My play The Make Out Club, ran at the Fringe 15 years ago when the festival lived mostly in makeshift theatre spaces on Commercial Drive. I was a theatre student with a quirky script idea. The cost to apply was nominal, under $100, something I could afford. Entries were placed in a hat and selected without a jury or censor. I felt lucky to win.

The premise of my show was very postmodern. The lead character, Trish Kelly, 50 years old and the owner of a sexy cabaret, was looking back on the pivotal events in her life. I played myself at 22 and my mother performed the opening prologue as me at 50. The play did well. We were sold out or almost sold out for the entire run, and the Province newspaper gave us a good review.

Looking back at the program guide, I’m not sure why anyone chose my play from the more than 100 productions listed. The description was very Fringe, but also cryptic: “This isn’t my real life, this is my future. This is what happens when you try so hard to be not like them.” Well, that was what being 20 years old felt like.

I can guess the title and the words “Sexy Drama” under the genre heading appealed to some. Audience members did hear about things like masturbation and desire, but they also heard the fears of a young person who didn’t want to make the mistakes of her parents or find herself alone in the world.

Mentioning sex wasn’t a trick to pull in audience members. Even at that young age, I already believed that talking about sexual agency and desire were normal parts of everyday life, just like owning up to loneliness.

I convinced my mother to play me — that was a coup. My mother had experienced profound hearing loss in her 40s, which meant she could not hear the audience’s response to her jokes or my directions. Also, given the play’s setting of a sex positive cabaret, my mother was costumed in a bustier, tutu and Doc Martens. She was, may she rest in peace, a good sport, and a pretty funny actor, too.

Life has not developed for me as the play imagined it might, and that’s probably a good thing. In 1999, I couldn’t have guessed how development pressures would make Vancouver so difficult for artists. Venues of the size I performed in are long gone, and many artists have left or will soon leave for more affordable jurisdictions.

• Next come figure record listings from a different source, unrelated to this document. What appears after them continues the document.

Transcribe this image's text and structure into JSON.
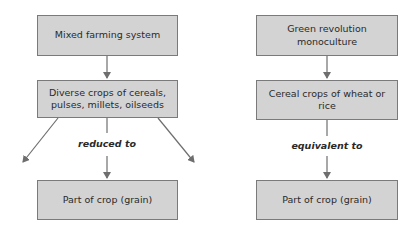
{
  "diagram": {
    "left": {
      "title": "Mixed farming system",
      "middle": "Diverse crops of cereals, pulses, millets, oilseeds",
      "connector_label": "reduced to",
      "bottom": "Part of crop (grain)"
    },
    "right": {
      "title": "Green revolution monoculture",
      "middle": "Cereal crops of wheat or rice",
      "connector_label": "equivalent to",
      "bottom": "Part of crop (grain)"
    },
    "colors": {
      "box_fill": "#d3d3d3",
      "box_border": "#7a7a7a",
      "arrow": "#6e6e6e",
      "text": "#2a2a2a"
    }
  }
}
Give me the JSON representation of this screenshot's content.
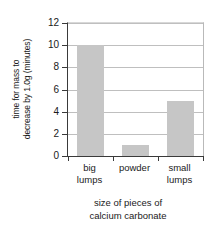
{
  "chart_data": {
    "type": "bar",
    "title": "",
    "categories": [
      "big lumps",
      "powder",
      "small lumps"
    ],
    "category_lines": [
      [
        "big",
        "lumps"
      ],
      [
        "powder",
        ""
      ],
      [
        "small",
        "lumps"
      ]
    ],
    "values": [
      10,
      1,
      5
    ],
    "xlabel": "size of pieces of calcium carbonate",
    "xlabel_lines": [
      "size of pieces of",
      "calcium carbonate"
    ],
    "ylabel": "time for mass to decrease by 1.0g (minutes)",
    "ylabel_lines": [
      "time for mass to",
      "decrease by 1.0g (minutes)"
    ],
    "ylim": [
      0,
      12
    ],
    "ytick_values": [
      0,
      2,
      4,
      6,
      8,
      10,
      12
    ],
    "ytick_labels": [
      "0",
      "2",
      "4",
      "6",
      "8",
      "10",
      "12"
    ],
    "grid": true,
    "grid_axis": "y",
    "legend": false,
    "legend_position": "none",
    "bar_color": "#c6c6c6",
    "axis_color": "#3a3a3a",
    "gridline_color": "#bfbfbf",
    "background_color": "#ffffff",
    "text_color": "#1a1a1a"
  }
}
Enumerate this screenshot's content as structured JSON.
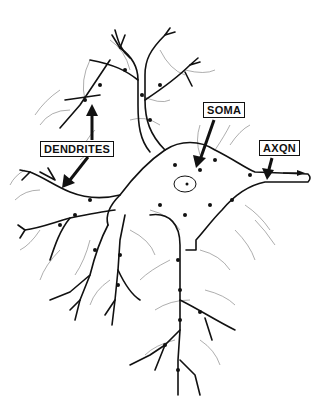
{
  "diagram": {
    "labels": {
      "dendrites": "DENDRITES",
      "soma": "SOMA",
      "axon": "AXQN"
    },
    "colors": {
      "ink": "#111111",
      "background": "#ffffff",
      "hair": "#777777"
    }
  }
}
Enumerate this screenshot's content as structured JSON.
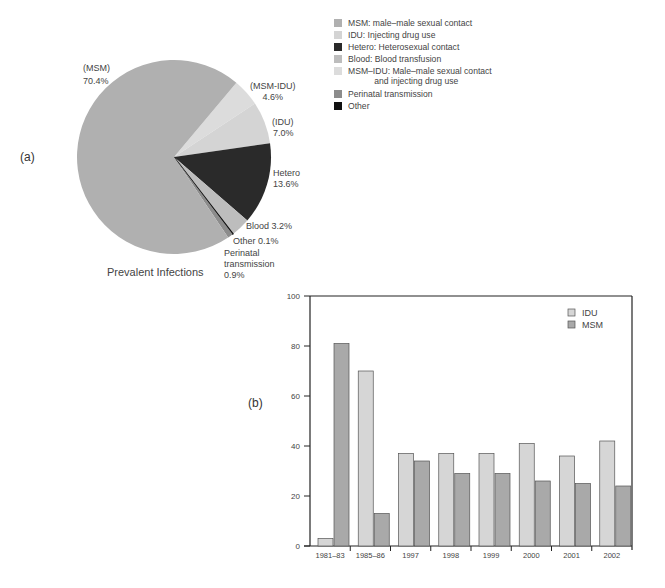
{
  "chart_data": [
    {
      "type": "pie",
      "panel": "(a)",
      "title": "Prevalent Infections",
      "start_angle_deg": 40,
      "direction": "clockwise",
      "slices": [
        {
          "key": "MSM-IDU",
          "label_line1": "(MSM-IDU)",
          "label_line2": "4.6%",
          "value": 4.6,
          "color": "#dcdcdc"
        },
        {
          "key": "IDU",
          "label_line1": "(IDU)",
          "label_line2": "7.0%",
          "value": 7.0,
          "color": "#d4d4d4"
        },
        {
          "key": "Hetero",
          "label_line1": "Hetero",
          "label_line2": "13.6%",
          "value": 13.6,
          "color": "#2a2a2a"
        },
        {
          "key": "Blood",
          "label_line1": "Blood 3.2%",
          "label_line2": "",
          "value": 3.2,
          "color": "#bdbdbd"
        },
        {
          "key": "Other",
          "label_line1": "Other 0.1%",
          "label_line2": "",
          "value": 0.1,
          "color": "#111111"
        },
        {
          "key": "Perinatal",
          "label_line1": "Perinatal",
          "label_line2": "transmission",
          "label_line3": "0.9%",
          "value": 0.9,
          "color": "#8c8c8c"
        },
        {
          "key": "MSM",
          "label_line1": "(MSM)",
          "label_line2": "70.4%",
          "value": 70.4,
          "color": "#b0b0b0"
        }
      ],
      "legend": [
        {
          "text": "MSM: male–male sexual contact",
          "color": "#b0b0b0"
        },
        {
          "text": "IDU: Injecting drug use",
          "color": "#d4d4d4"
        },
        {
          "text": "Hetero: Heterosexual contact",
          "color": "#2a2a2a"
        },
        {
          "text": "Blood: Blood transfusion",
          "color": "#bdbdbd"
        },
        {
          "text": "MSM–IDU: Male–male sexual contact\n           and injecting drug use",
          "color": "#dcdcdc"
        },
        {
          "text": "Perinatal transmission",
          "color": "#8c8c8c"
        },
        {
          "text": "Other",
          "color": "#111111"
        }
      ]
    },
    {
      "type": "bar",
      "panel": "(b)",
      "title": "",
      "xlabel": "",
      "ylabel": "",
      "ylim": [
        0,
        100
      ],
      "yticks": [
        0,
        20,
        40,
        60,
        80,
        100
      ],
      "grid": false,
      "legend_position": "top-right",
      "categories": [
        "1981–83",
        "1985–86",
        "1997",
        "1998",
        "1999",
        "2000",
        "2001",
        "2002"
      ],
      "series": [
        {
          "name": "IDU",
          "color": "#d6d6d6",
          "values": [
            3,
            70,
            37,
            37,
            37,
            41,
            36,
            42
          ]
        },
        {
          "name": "MSM",
          "color": "#a9a9a9",
          "values": [
            81,
            13,
            34,
            29,
            29,
            26,
            25,
            24
          ]
        }
      ]
    }
  ],
  "labels": {
    "panel_a": "(a)",
    "panel_b": "(b)",
    "pie_title": "Prevalent Infections",
    "msm_l1": "(MSM)",
    "msm_l2": "70.4%",
    "msmidu_l1": "(MSM-IDU)",
    "msmidu_l2": "4.6%",
    "idu_l1": "(IDU)",
    "idu_l2": "7.0%",
    "hetero_l1": "Hetero",
    "hetero_l2": "13.6%",
    "blood": "Blood 3.2%",
    "other": "Other 0.1%",
    "perinatal_l1": "Perinatal",
    "perinatal_l2": "transmission",
    "perinatal_l3": "0.9%",
    "bar_legend_idu": "IDU",
    "bar_legend_msm": "MSM"
  }
}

The Fringe Festival has definitely become more sophisticated. It still offers the un-juried lottery model that provides a level playing field to established and young artists, but the festival now resides on Granville Island and includes its own bar with musical acts and a new dramatic works series that features productions of published plays instead of the “scratch” works that have been the festival’s mainstay.

Scanning the program guide, I don’t think we need to worry about the Fringe Festival getting too highbrow. Much of the content describes itself as weird, poetic and naughty and there are adequate warnings of profanity and nudity. You will still find theatre happening in surprising places that can’t be called proper theatres.

The Fringe Festival has asked me to perform at their cabaret called the Fringe Social.  I’m writing something new for that night, which I’ll endeavour to make funny and poignant and all the other good things about Fringe material. I have to thank the Fringe for once again including my voice and my hope.

I hope we will all still be around in 2026 when I actually turn 50, not just because I look forward to a long life, but because we will always need festivals like the Fringe that make space for the brave young voices on the margins.